OpenSolaris LDAP Client to Linux OpenLDAP Server

The following outlines how to set up a OpenSolaris client to work with a Linux OpenLDAP server.

The following is one line

ldapclient manual -a credentialLevel=proxy -a authenticationMethod=simple -a proxyDN=cn=admin,dc=server -a proxyPassword=yourpassword -a defaultSearchBase=dc=server -a defaultServerList=192.168.1.1:389 -a serviceSearchDescriptor=passwd:ou=People,dc=server -a
serviceSearchDescriptor=group:ou=Groups,dc=server

Add the following lines to their appropriate sections in /etc/pam.conf

login   auth required           pam_ldap.so.1
other   auth required           pam_ldap.so.1
passwd  auth required         pam_ldap.so.1

Test LDAP with

ldaplist -l passwd

Test user authentication using the following steps

mkdir /export/home/ldapuser

chown ldapuser /export/home/ldapuser

Edit /etc/auto_home and add the following BEFORE “+auto_home”

ldapuser localhost:/export/home/ldapuser

SSH to test

ssh ldapuser@localhost

You should be in! If not, you may have to change the following in /etc/ssh/sshd_config

PAMAuthenticationViaKBDInt no

#Change from yes to no

Restart SSH

svcadm restart ssh

If you are still unable to log in, your userPassword attribute probably needs to be changed from md5/md5crypt to crypt.

su – ldapuser

passwd

After changing your password you should be able to log in.

5 thoughts on “OpenSolaris LDAP Client to Linux OpenLDAP Server”

  1. The ldapclient fails at this point:

    start: network/ldap/client:default… timed out

    anybody seen this before?

  2. What happens when you do:

    telnet server 389

    or if you use SSL/TLS

    telnet server 636

    My guess is that ldap/client is timing out because it can’t reach the LDAP server. Try re-running ldapclient with the -v option

    Can you paste the ldapclient command you used and any output it gave (with the -v flag)?

  3. If you get a time out on ldap starting up, use this before binding:

    svcadm enable /network/ldap/client:default

    This allows the ldap network client to start up.

  4. In response to: Note that you cannot use base64 encoding, you have to use utf-8 encoding for special chars instead. — I have found that if I have a special character (or a newline) that ldap_add and ldap_modify will automatically do the base64 encoding for you. For example: <?php // assuming binding is done, etc. $entry[‘postalAddress’] = “123 East 456 WestnSuite A103”; ldap_modify($ds, $dn, $entry); ?> The function or server will take the newline and convert it into base64 automatically (same goes for other special characters). You may be able to verify by using a command-line ldapsearch ldapsearch -b “dc=example,dc=com” -x “(cn=Example Person)” postalAddress You’ll see that the result comes up as dn: cn=Example Person,dc=example,dc=com postalAddress:: MTIzIEVhc3QgNDU2IFdlc3QKU3VpdGUgQTEwMw== See the double colons after postal address? That’s how LDAP states it’s base64 encoded in this case.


▶ What you have to do
Type out the entries again, keeping every word unchanged.
====
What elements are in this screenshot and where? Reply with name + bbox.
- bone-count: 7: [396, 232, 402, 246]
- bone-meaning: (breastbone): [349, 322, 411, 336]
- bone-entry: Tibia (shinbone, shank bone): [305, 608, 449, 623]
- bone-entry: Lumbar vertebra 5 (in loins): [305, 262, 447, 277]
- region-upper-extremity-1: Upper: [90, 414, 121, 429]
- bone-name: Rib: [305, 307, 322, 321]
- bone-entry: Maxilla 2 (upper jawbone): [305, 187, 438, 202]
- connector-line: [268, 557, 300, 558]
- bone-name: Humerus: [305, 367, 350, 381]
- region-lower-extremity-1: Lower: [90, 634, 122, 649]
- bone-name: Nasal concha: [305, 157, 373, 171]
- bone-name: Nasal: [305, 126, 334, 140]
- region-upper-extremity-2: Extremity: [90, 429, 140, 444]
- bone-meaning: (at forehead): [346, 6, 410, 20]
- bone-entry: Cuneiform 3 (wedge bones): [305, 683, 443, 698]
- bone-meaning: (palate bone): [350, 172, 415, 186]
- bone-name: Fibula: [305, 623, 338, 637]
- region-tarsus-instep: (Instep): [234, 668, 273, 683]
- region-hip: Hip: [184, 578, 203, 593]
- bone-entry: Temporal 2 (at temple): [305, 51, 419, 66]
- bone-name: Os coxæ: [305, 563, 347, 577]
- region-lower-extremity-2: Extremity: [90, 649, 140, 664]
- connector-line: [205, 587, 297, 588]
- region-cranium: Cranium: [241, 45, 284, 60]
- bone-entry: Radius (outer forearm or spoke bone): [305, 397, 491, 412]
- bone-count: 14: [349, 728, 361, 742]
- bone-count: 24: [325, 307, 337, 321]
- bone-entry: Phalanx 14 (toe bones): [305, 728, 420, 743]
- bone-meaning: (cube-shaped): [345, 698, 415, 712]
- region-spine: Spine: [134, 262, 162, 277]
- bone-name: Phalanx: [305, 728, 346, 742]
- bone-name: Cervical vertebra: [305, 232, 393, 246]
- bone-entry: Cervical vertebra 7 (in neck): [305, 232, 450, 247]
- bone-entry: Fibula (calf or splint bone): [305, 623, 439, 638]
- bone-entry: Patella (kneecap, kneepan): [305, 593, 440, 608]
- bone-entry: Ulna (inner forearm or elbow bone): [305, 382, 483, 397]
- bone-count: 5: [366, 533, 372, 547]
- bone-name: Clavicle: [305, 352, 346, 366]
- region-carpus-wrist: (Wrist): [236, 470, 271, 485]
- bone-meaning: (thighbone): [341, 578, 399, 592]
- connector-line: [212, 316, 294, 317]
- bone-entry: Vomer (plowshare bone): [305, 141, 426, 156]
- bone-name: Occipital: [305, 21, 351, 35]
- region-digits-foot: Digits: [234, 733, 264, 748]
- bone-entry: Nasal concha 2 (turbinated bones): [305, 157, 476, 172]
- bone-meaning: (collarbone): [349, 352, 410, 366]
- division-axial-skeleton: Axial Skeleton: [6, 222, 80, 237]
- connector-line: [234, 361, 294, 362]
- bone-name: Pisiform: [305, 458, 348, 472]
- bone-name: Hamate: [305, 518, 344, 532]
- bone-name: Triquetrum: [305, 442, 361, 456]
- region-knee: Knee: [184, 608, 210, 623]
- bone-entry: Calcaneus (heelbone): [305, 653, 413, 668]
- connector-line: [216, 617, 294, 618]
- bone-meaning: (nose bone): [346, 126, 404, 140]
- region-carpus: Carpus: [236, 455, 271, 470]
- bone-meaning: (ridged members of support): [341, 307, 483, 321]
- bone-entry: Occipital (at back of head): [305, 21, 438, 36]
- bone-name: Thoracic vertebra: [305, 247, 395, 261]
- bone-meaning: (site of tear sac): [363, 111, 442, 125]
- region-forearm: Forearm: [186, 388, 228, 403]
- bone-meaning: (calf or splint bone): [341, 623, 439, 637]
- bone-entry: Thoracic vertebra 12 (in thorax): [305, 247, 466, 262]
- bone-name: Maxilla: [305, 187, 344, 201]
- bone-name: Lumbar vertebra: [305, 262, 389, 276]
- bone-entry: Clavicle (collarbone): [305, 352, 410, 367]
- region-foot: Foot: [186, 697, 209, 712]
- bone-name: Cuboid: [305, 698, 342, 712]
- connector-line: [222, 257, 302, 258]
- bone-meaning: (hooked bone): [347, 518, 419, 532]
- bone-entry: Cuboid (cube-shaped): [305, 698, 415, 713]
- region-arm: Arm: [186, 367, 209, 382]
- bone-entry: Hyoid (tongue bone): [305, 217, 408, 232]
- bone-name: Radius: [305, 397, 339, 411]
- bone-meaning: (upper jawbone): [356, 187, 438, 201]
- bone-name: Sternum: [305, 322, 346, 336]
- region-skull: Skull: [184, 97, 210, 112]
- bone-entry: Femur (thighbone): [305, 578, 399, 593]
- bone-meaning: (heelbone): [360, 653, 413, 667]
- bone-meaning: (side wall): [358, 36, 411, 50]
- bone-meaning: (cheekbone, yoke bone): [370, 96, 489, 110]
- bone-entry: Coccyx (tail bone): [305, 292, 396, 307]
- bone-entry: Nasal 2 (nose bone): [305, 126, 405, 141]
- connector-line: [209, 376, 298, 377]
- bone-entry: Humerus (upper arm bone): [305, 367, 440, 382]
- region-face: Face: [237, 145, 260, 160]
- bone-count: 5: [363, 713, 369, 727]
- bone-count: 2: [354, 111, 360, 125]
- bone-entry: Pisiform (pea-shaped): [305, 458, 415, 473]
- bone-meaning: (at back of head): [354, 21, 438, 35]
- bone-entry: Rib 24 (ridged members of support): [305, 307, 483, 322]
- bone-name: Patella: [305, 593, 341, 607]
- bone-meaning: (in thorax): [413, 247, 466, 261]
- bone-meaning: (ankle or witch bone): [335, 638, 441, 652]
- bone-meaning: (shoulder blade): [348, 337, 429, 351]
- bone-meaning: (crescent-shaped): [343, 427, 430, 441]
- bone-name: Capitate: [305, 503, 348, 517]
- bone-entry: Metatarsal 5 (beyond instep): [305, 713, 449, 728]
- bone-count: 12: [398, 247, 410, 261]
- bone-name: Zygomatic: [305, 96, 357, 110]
====
▶ Response to this task
What elements are in this screenshot and where? Reply with name + bbox.
- bone-count: 7: [396, 232, 402, 246]
- bone-meaning: (breastbone): [349, 322, 411, 336]
- bone-entry: Tibia (shinbone, shank bone): [305, 608, 449, 623]
- bone-entry: Lumbar vertebra 5 (in loins): [305, 262, 447, 277]
- region-upper-extremity-1: Upper: [90, 414, 121, 429]
- bone-name: Rib: [305, 307, 322, 321]
- bone-entry: Maxilla 2 (upper jawbone): [305, 187, 438, 202]
- connector-line: [268, 557, 300, 558]
- bone-name: Humerus: [305, 367, 350, 381]
- region-lower-extremity-1: Lower: [90, 634, 122, 649]
- bone-name: Nasal concha: [305, 157, 373, 171]
- bone-name: Nasal: [305, 126, 334, 140]
- region-upper-extremity-2: Extremity: [90, 429, 140, 444]
- bone-meaning: (at forehead): [346, 6, 410, 20]
- bone-entry: Cuneiform 3 (wedge bones): [305, 683, 443, 698]
- bone-meaning: (palate bone): [350, 172, 415, 186]
- bone-name: Fibula: [305, 623, 338, 637]
- region-tarsus-instep: (Instep): [234, 668, 273, 683]
- region-hip: Hip: [184, 578, 203, 593]
- bone-entry: Temporal 2 (at temple): [305, 51, 419, 66]
- bone-name: Os coxæ: [305, 563, 347, 577]
- region-lower-extremity-2: Extremity: [90, 649, 140, 664]
- connector-line: [205, 587, 297, 588]
- region-cranium: Cranium: [241, 45, 284, 60]
- bone-entry: Radius (outer forearm or spoke bone): [305, 397, 491, 412]
- bone-count: 14: [349, 728, 361, 742]
- bone-count: 24: [325, 307, 337, 321]
- bone-entry: Phalanx 14 (toe bones): [305, 728, 420, 743]
- bone-meaning: (cube-shaped): [345, 698, 415, 712]
- region-spine: Spine: [134, 262, 162, 277]
- bone-name: Phalanx: [305, 728, 346, 742]
- bone-name: Cervical vertebra: [305, 232, 393, 246]
- bone-entry: Cervical vertebra 7 (in neck): [305, 232, 450, 247]
- bone-entry: Fibula (calf or splint bone): [305, 623, 439, 638]
- bone-entry: Patella (kneecap, kneepan): [305, 593, 440, 608]
- bone-entry: Ulna (inner forearm or elbow bone): [305, 382, 483, 397]
- bone-count: 5: [366, 533, 372, 547]
- bone-name: Clavicle: [305, 352, 346, 366]
- region-carpus-wrist: (Wrist): [236, 470, 271, 485]
- bone-meaning: (thighbone): [341, 578, 399, 592]
- connector-line: [212, 316, 294, 317]
- bone-entry: Vomer (plowshare bone): [305, 141, 426, 156]
- bone-name: Occipital: [305, 21, 351, 35]
- region-digits-foot: Digits: [234, 733, 264, 748]
- bone-entry: Nasal concha 2 (turbinated bones): [305, 157, 476, 172]
- bone-meaning: (collarbone): [349, 352, 410, 366]
- division-axial-skeleton: Axial Skeleton: [6, 222, 80, 237]
- connector-line: [234, 361, 294, 362]
- bone-name: Pisiform: [305, 458, 348, 472]
- bone-name: Hamate: [305, 518, 344, 532]
- bone-name: Triquetrum: [305, 442, 361, 456]
- region-knee: Knee: [184, 608, 210, 623]
- bone-entry: Calcaneus (heelbone): [305, 653, 413, 668]
- connector-line: [216, 617, 294, 618]
- bone-meaning: (nose bone): [346, 126, 404, 140]
- region-carpus: Carpus: [236, 455, 271, 470]
- bone-meaning: (ridged members of support): [341, 307, 483, 321]
- bone-entry: Occipital (at back of head): [305, 21, 438, 36]
- bone-name: Thoracic vertebra: [305, 247, 395, 261]
- bone-meaning: (site of tear sac): [363, 111, 442, 125]
- region-forearm: Forearm: [186, 388, 228, 403]
- bone-meaning: (calf or splint bone): [341, 623, 439, 637]
- bone-entry: Thoracic vertebra 12 (in thorax): [305, 247, 466, 262]
- bone-name: Maxilla: [305, 187, 344, 201]
- bone-name: Lumbar vertebra: [305, 262, 389, 276]
- bone-entry: Clavicle (collarbone): [305, 352, 410, 367]
- region-foot: Foot: [186, 697, 209, 712]
- bone-name: Cuboid: [305, 698, 342, 712]
- connector-line: [222, 257, 302, 258]
- bone-meaning: (hooked bone): [347, 518, 419, 532]
- bone-entry: Cuboid (cube-shaped): [305, 698, 415, 713]
- region-arm: Arm: [186, 367, 209, 382]
- bone-entry: Hyoid (tongue bone): [305, 217, 408, 232]
- bone-name: Radius: [305, 397, 339, 411]
- bone-meaning: (upper jawbone): [356, 187, 438, 201]
- bone-name: Sternum: [305, 322, 346, 336]
- region-skull: Skull: [184, 97, 210, 112]
- bone-entry: Femur (thighbone): [305, 578, 399, 593]
- bone-meaning: (heelbone): [360, 653, 413, 667]
- bone-meaning: (side wall): [358, 36, 411, 50]
- bone-meaning: (cheekbone, yoke bone): [370, 96, 489, 110]
- bone-entry: Coccyx (tail bone): [305, 292, 396, 307]
- bone-entry: Nasal 2 (nose bone): [305, 126, 405, 141]
- connector-line: [209, 376, 298, 377]
- bone-entry: Humerus (upper arm bone): [305, 367, 440, 382]
- region-face: Face: [237, 145, 260, 160]
- bone-count: 5: [363, 713, 369, 727]
- bone-count: 2: [354, 111, 360, 125]
- bone-entry: Pisiform (pea-shaped): [305, 458, 415, 473]
- bone-meaning: (at back of head): [354, 21, 438, 35]
- bone-entry: Rib 24 (ridged members of support): [305, 307, 483, 322]
- bone-name: Patella: [305, 593, 341, 607]
- bone-meaning: (in thorax): [413, 247, 466, 261]
- bone-meaning: (ankle or witch bone): [335, 638, 441, 652]
- bone-meaning: (shoulder blade): [348, 337, 429, 351]
- bone-meaning: (crescent-shaped): [343, 427, 430, 441]
- bone-name: Capitate: [305, 503, 348, 517]
- bone-entry: Metatarsal 5 (beyond instep): [305, 713, 449, 728]
- bone-count: 12: [398, 247, 410, 261]
- bone-name: Zygomatic: [305, 96, 357, 110]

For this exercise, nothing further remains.